The World's Largest Floating Vacuum Constructing your own personal Skull Island? Don't waste time with some rinky-dink 80-year-old dustpan. This mammoth ship is too big to fit through the Panama Canal and can hoover enough soil to cover two football fields from 120 meters down.

A trailing suction hopper dredger (TSHD) drags a vacuum-like head behind the ship, which inhales loose material from the ocean bottom or riverbed, depositing the material in an on-board holding area, or hopper. Once full, the dredger will either dump this spoil through trap-doors in the bottom of the ship or pump it out of the hoppers via "rainbowing"—as you can see above—or through a pipe. TSHD's are extensively used in both maintenance dredging—such as with Victoria, Australia's controversial Port Phillip Bay project—and in land reclamation jobs—like creating the Palm Islands in Dubai.

Among TSHD's, Cristobal Colon is the largest—like, by a lot. Built in 2009 by Construcciones Navales del Norte, Sestao in Spain, the Cristobal Colon is the new marquee ship in the Jan De Nul company's burgeoning 1.8 billion euro fleet of mega-dredgers. It measures 223 meters long, 41 metes wide, with a 15 meter draft and weighs in at 78,000 tons. Its hopper holds 46,000 cubic meters of spoil—nearly 40 percent more than the previous record-holder, the Vasco da Gama—yet can still outpace the smaller ship, 18 knots to 16. This combination of superior capacity and top speed reduces the amount of downtime the Colon spends travelling to dump sites and unloading cargo.
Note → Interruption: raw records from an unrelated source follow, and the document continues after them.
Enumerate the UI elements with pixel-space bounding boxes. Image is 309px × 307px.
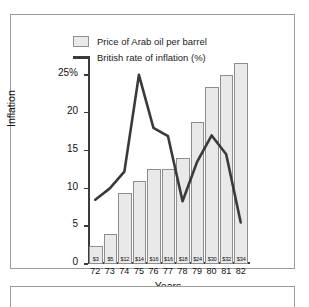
x-axis-tick-labels: 7273747576777879808182 bbox=[88, 266, 248, 278]
bar-swatch-icon bbox=[73, 36, 89, 47]
y-tick-label: 10 bbox=[67, 181, 78, 192]
inflation-line-series bbox=[88, 56, 248, 264]
y-tick-label: 15 bbox=[67, 143, 78, 154]
x-tick-label-82: 82 bbox=[233, 266, 248, 276]
legend-item-oil-price: Price of Arab oil per barrel bbox=[73, 34, 273, 49]
x-tick-label-74: 74 bbox=[117, 266, 132, 276]
chart-figure-frame: Price of Arab oil per barrel British rat… bbox=[10, 14, 295, 269]
inflation-line-path bbox=[95, 75, 240, 222]
y-tick-label: 25% bbox=[58, 67, 78, 78]
x-tick-label-77: 77 bbox=[161, 266, 176, 276]
plot-area: 0510152025% $3$5$12$14$16$16$18$24$30$32… bbox=[88, 56, 248, 264]
x-tick-label-79: 79 bbox=[190, 266, 205, 276]
x-tick-label-72: 72 bbox=[88, 266, 103, 276]
x-tick-label-73: 73 bbox=[103, 266, 118, 276]
line-swatch-icon bbox=[73, 56, 89, 59]
x-tick-label-75: 75 bbox=[132, 266, 147, 276]
legend-label-oil-price: Price of Arab oil per barrel bbox=[97, 36, 207, 48]
y-axis-title: Inflation bbox=[5, 90, 17, 127]
y-tick-label: 20 bbox=[67, 105, 78, 116]
y-tick-label: 5 bbox=[72, 218, 78, 229]
x-tick-label-80: 80 bbox=[204, 266, 219, 276]
x-tick-label-76: 76 bbox=[146, 266, 161, 276]
y-tick-label: 0 bbox=[72, 256, 78, 267]
figure-page: Price of Arab oil per barrel British rat… bbox=[0, 0, 309, 307]
next-figure-frame-partial bbox=[10, 286, 295, 307]
x-tick-label-78: 78 bbox=[175, 266, 190, 276]
x-tick-label-81: 81 bbox=[219, 266, 234, 276]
In addition to holding more, the Cristobal Colon is also among the deepest dredging ships in operation today, with a maximum depth of 155 meters. This impressive depth is achieved through a novel implementation whereby the dual 6500kW dredging pumps—which provide enough electricity to light up a small town—are submerged under the surface rather than stored on-board. It employs two alternate heads—one for depths up to 80 meters and the other for depths up to the 155 meter maximum. A lightweight lattice structure provides support for the heads and helps protect the 1,300 millimeter feed lines. In less than three hours, this ship can collect enough spoil to bury an area the size of a football field under six meters of the stuff using its 16,000kW discharge pumps.

And while the Cristobal Colon is worth a king's ransom at 175 million euros, it was recently joined by a twin sister, the Leiv Erikkson in May, 2010.

Top art courtesy of Port Strategy

The World's Largest Floating Vacuum

[Dredging Wiki - Bouwmaterieel.nl - Sand and Gravel - The Art of Dredging - Jan de Nul - Marine Insight]

Monster Machines is all about the most exceptional machines in the world, from massive gadgets of destruction to tiny machines of precision, and everything in between.